Market Plan Set to Clean Up L.A. Smog

FROM wood-paneled boardrooms to dusty cement factories, preparations are under way here for an experiment in cleaning up smog that will be watched across the country and around the world.

On the microscope slide: a ``smog market'' in which industries will buy and sell pollution credits like soybean futures.

The revolutionary but controversial plan, approved in October and set to take effect in January, will test the ability of the marketplace and competition to help curb pollution.

Regulators and big business believe it will be effective - and save money. But smaller companies and environmentalists remain dubious.

If successful, the scheme would buttress a growing movement to use marketplace incentives to spur environmental cleanup of all kinds, something other cities, the federal government, and countries like Britain and Germany are interested in.

If not, it will severely set back Los Angeles's efforts to take Windex to the nation's dirtiest skies.

``In my opinion, it is one of the big gambles with air-quality policy in the industrialized world,'' says Larry Berg, a former board member of the South Coast Air Quality Management District (AQMD), the agency that oversees pollution control in the four-county Los Angeles area and which approved the plan. ``I hope it works. But the jury is still out on whether it will.''

The Regional Clean Air Incentive Market, or RECLAIM, as the program is known, involves 390 of the biggest polluters in the Los Angeles area. These are the companies that emit more than four tons a year of nitrogen oxides or sulfur dioxide, two key ingredients of smog.

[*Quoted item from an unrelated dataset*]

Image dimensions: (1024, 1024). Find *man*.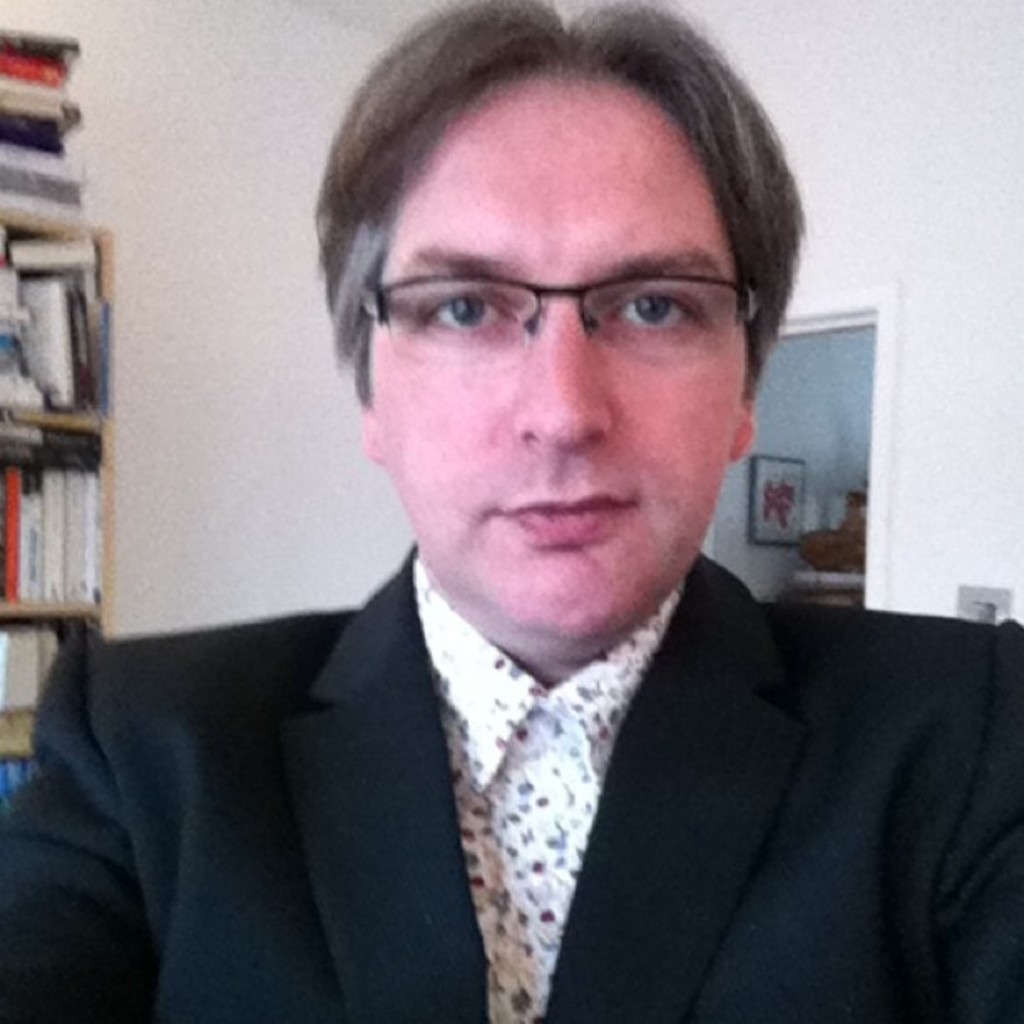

Each year a limit will be set on the amount of pollutants each company can produce. The limits will be reduced 5 to 8 percent a year over the next decade. By 2003, that should result in a cut in nitrous oxide emissions of 75 percent and sulfur dioxide of 60 percent.

Companies can reduce their emissions however they choose. Those that cut pollution more than required can sell credits to companies that cannot easily meet their target.

Currently, businesses are forced to install pollution controls on each piece of equipment. The theory is the market approach gives them the flexibility and financial incentive to tidy up stacks.

``Instead of the minimum controls, they will now likely pick the maximum controls,'' says Robert Wyman, a lawyer who represents a group of refiners, aerospace firms, and other large companies.

The idea has been tried elsewhere on a smaller scale. The federal Clean Air Act allows pollution trading among utilities that emit sulfur dioxide, a source of acid rain. RECLAIM extends the concept to a bigger universe of companies and adds nitrous oxides to the market.

Boosters of the scheme, including big oil and aerospace companies, say they believe it will lead to desired reductions in air pollution while saving firms money and the economy jobs. The AQMD estimates participating companies will spend $58 million a year less to clean up the same emissions than they would have under the old system.

The promise of producing cleaner skies while inflicting less pain on business was a major reason behind the adoption of the market approach. Improving the business climate in recession-mired California has become a political mantra.

The AQMD, and its myriad rules affecting everything from backyard barbecues to bakeries, has been at the top of corporations' grievance list. In this political climate, some have questioned whether the AQMD would be able to continue to adopt the conventional emission controls needed to bring the region's air quality up to federal standards.

Still, RECLAIM stirs controversy of its own. Smaller businesses in the market worry that it will mean additional record-keeping and other burdens. Most environmental groups, while agreeing with the concept of an exchange, don't like the way this one was fashioned. They think the starting pollution limits are too lax.

They also rebel at the idea that big firms will be able to earn credits by doing such things as scrapping old cars or retiring polluting vehicles from their fleets - moves, critics say, that might have been done anyway. Concerns persist on whether emissions can be monitored accurately and on the degree of public involvement.

``This takes decisions about decreasing pollution out of the hands of the public and puts them solely in the hands of companies,'' says Jim Jenal of Citizens for a Better Environment (CBE), an environmental group that wanted to start with a smaller pool of firms.

CBE may file suit to block the program. AQMD, for its part, wants to expand RECLAIM next year to include hundreds of companies that emit hydrocarbon pollutants - which means the politics of smog- busting is far from over.